THE LEGACY OF BILL GRAHAM
AUTHENTIC POSTERS
INCREDIBLE PHOTOGRAPHY!

Small Sins

Sample this concert
  1. 1Welcome to Daytrotter00:04
  2. 2On A Mission05:14
  3. 3What Your Baby's Been Doing03:44
  4. 4She's The Source03:36
  5. 5Prove Me Wrong04:02
Small Sins Nov 23, 2007
Liner Notes

It's hard to tell which ones the Toronto band is referring to with its moniker. Sifting through the indiscretions - the ones that typically aren't just no-nos or flubs or boo boos - but the ones that the red devil pays closer attention to is not for the hobbyist. The smallest bads are usually thought of in that cuddly way by the very same person who committed them, the one who turns a coy couple of doe eyes down to the shuffling feet and discusses the rights of all to a certain number of white lies - like mulligans - ad nauseam.

All over the band's self-titled debut and the newest record Mood Swings, the five-piece grants us all of the eavesdropping delights, back-lighting the very points of reference for us to determine for ourselves - the jury - whether they indeed are minor offenses or they should be held fully accountable for all of the shitty social and relationship-y things they've gone and done.

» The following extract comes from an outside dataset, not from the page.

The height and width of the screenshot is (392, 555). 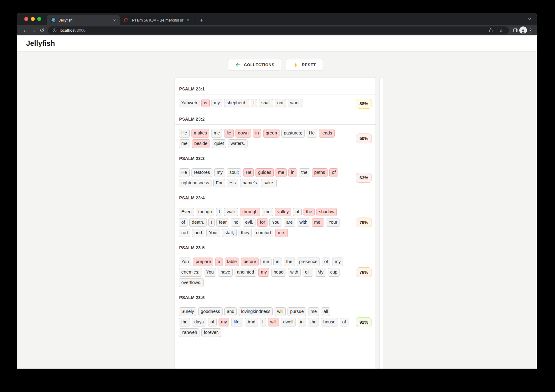 What do you see at coordinates (202, 20) in the screenshot?
I see `new-tab-icon: +` at bounding box center [202, 20].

There are incidents galore on Mood Swings. There are episodes and reoccurring instances that percolate and bubble up over the top of everything. They simmer and wait like a crocodile beneath murky water with just two beady eyes flopped up black on the surface and a strong set of hungry jaws floating inches below. White lies and the littlest sins have the same bite rate and jaw power as the monsters, perhaps even more, those needling pests. The biggest sins can be punished, but the littlest kind of just linger around in spoken or unspoken infamy, breaching the walls of being here and then being forgotten and then zooming right back to the forefront in a hair's trigger notice. Lead singer Thomas D'Arcy is wracked with turmoil on Mood Swings - some self-constructed and some of the other origin. He's unsure what his lady's up to when he's gone. He's got his enemies working for him because "they take every chance they see to separate the good seeds from the bad seeds." He needs help and hopes that his friends (enemies?) will help him and the road always sounds to be slippery, covered in a devious layer of black ice - imperceptible to the naked eye until a snarling collision and explosion materializes in front of them.

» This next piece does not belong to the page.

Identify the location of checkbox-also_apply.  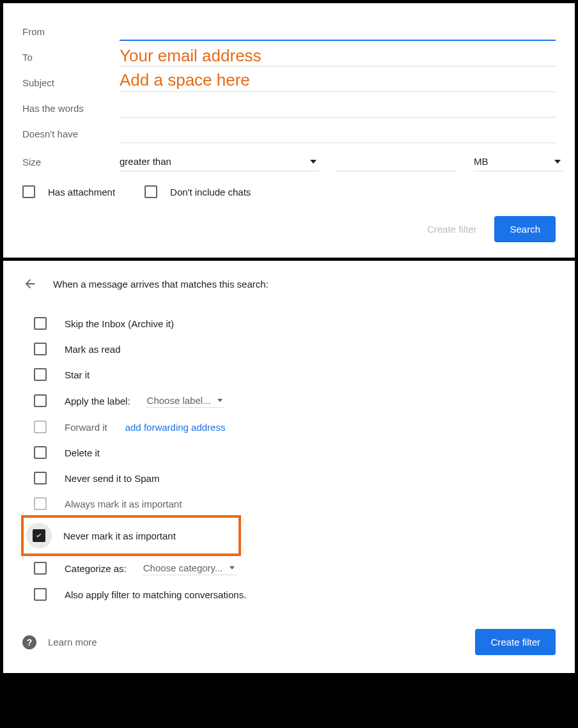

The band has the same taste in weapons as Gnarls Barkley does - choosing the pearl-handled hand gun that Jack Ruby used for his deed - compact and efficient - splashing it on the cover of the record and signifying that there's business happening in the seedier, pulp fiction parts of the stories held inside the staples, between the center crease. The music creeps along with some of that dark matter that makes it feel ominous (remember The Toadies?) and then there are the Cars-ish keyboards and huge billboard choruses that can happily rot all of the teeth out of your mouth and then go one further and rot all of the future teeth you may grow should you ever be reincarnated. The duality of the music and the messages seem to help boil down just how sins and everything involved with them are never one or the other, but a muddy puddle of good and bad, wrong and wronger, he said and she said, the light and the leaden. Many times the anvil drops right on your head and makes you see birds and sometimes the anvil stays in the air like a good airplane - maybe it will never drop and you keep all of the fingers on both of your hands crossed for that specific reason. D'Arcy sing's, "You know I'd shoot you if I only had a gun" on "On the Line" and it illustrates how it all really is. The person that gets shot can oftentimes be the one loved by the hand that holds the gun in better days. Love swings to hate, optimism does too - desperation allows this, all of the trappings of the greater sin.